Of course at first glance you would be forgiven for thinking that the name Jew’s ear is offensive and politically incorrect – not least because the fungus looks exactly like a large brown ear. Indeed it would be tempting to add that Fagin couldn’t have done better, but I’d probably better not go there.
Auricularia auricula-judae means much the same in Latin, save for one important difference. Longer ago the fungus was known as Judas’s ear, rather than Jew’s ear....
Throughout much of Europe legend had it that Judas hung himself from an elder tree – and that the appearance of Judas’s ears on elder trees is a combination of the reappearance of his accursed spirit and a perpetual reminder of his suicide (unless you live in the far north of Scotland, that is).
It is also interesting to note in passing that during the Middle Ages it was thought that witches lived in elder trees and that was why it was considered unwise to cut them down. A present day reference to this folklore occurs in JK Rowling’s Harry Potter books where the most powerful wand of them all is the Elder Wand, otherwise known as the Deathstick or the Wand of Destiny.
Alas, in clearing the elders away from the redundant hen run and burning them I may well have done myself unexpected mischief. Whatever. Anyway you read it here first.
And can you eat a Jew’s (or Judas’s) ear? Apparently you can – and a gargled infusion of Jew’s ear and hot water is supposed to cure sore throats. However, eating the fungus itself has been compared to "eating an Indian rubber with bones in" and, not fancying this description, I have left the fungi where I found them: growing on an old elder branch below the dyke where the hen pheasants take the winter sun.
Friday, February 1, 2013
The "Jew-Ear" Mushroom
Who wouldn't be excited about discovering a patch of Jew-Ear mushrooms?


- HOW TO COMPLETE THIS TASK -
Give back the entries exactly as they read, leaving each image out.

---- DATA FOR THE TASK

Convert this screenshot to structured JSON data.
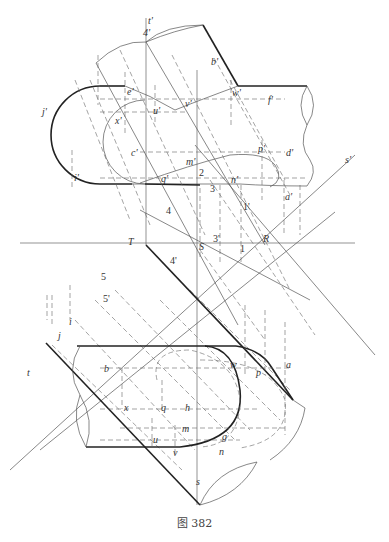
{
  "figure": {
    "caption": "图 382"
  },
  "labels": {
    "top_view": {
      "t_prime": "t'",
      "four_prime_top": "4'",
      "b_prime": "b'",
      "e_prime": "e'",
      "u_prime": "u'",
      "v_prime": "v'",
      "w_prime": "w'",
      "f_prime": "f'",
      "j_prime": "j'",
      "x_prime": "x'",
      "c_prime": "c'",
      "m_prime": "m'",
      "p_prime": "p'",
      "d_prime": "d'",
      "s_prime": "s'",
      "i_prime": "i'",
      "q_prime": "q'",
      "two": "2",
      "n_prime": "n'",
      "three": "3",
      "a_prime": "a'",
      "one_prime": "1'"
    },
    "middle": {
      "four": "4",
      "T": "T",
      "S": "S",
      "three_prime": "3'",
      "one": "1",
      "R": "R",
      "four_prime": "4'",
      "five": "5",
      "five_prime": "5'",
      "i": "i",
      "j": "j",
      "t": "t"
    },
    "bottom_view": {
      "b": "b",
      "w": "w",
      "p": "p",
      "a": "a",
      "x": "x",
      "q": "q",
      "h": "h",
      "m": "m",
      "u": "u",
      "v": "v",
      "g": "g",
      "n": "n",
      "s": "s"
    }
  }
}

--------

- SOLUTION TO THE PROBLEM -
Convert this screenshot to structured JSON data.
{
  "figure": {
    "caption": "图 382"
  },
  "labels": {
    "top_view": {
      "t_prime": "t'",
      "four_prime_top": "4'",
      "b_prime": "b'",
      "e_prime": "e'",
      "u_prime": "u'",
      "v_prime": "v'",
      "w_prime": "w'",
      "f_prime": "f'",
      "j_prime": "j'",
      "x_prime": "x'",
      "c_prime": "c'",
      "m_prime": "m'",
      "p_prime": "p'",
      "d_prime": "d'",
      "s_prime": "s'",
      "i_prime": "i'",
      "q_prime": "q'",
      "two": "2",
      "n_prime": "n'",
      "three": "3",
      "a_prime": "a'",
      "one_prime": "1'"
    },
    "middle": {
      "four": "4",
      "T": "T",
      "S": "S",
      "three_prime": "3'",
      "one": "1",
      "R": "R",
      "four_prime": "4'",
      "five": "5",
      "five_prime": "5'",
      "i": "i",
      "j": "j",
      "t": "t"
    },
    "bottom_view": {
      "b": "b",
      "w": "w",
      "p": "p",
      "a": "a",
      "x": "x",
      "q": "q",
      "h": "h",
      "m": "m",
      "u": "u",
      "v": "v",
      "g": "g",
      "n": "n",
      "s": "s"
    }
  }
}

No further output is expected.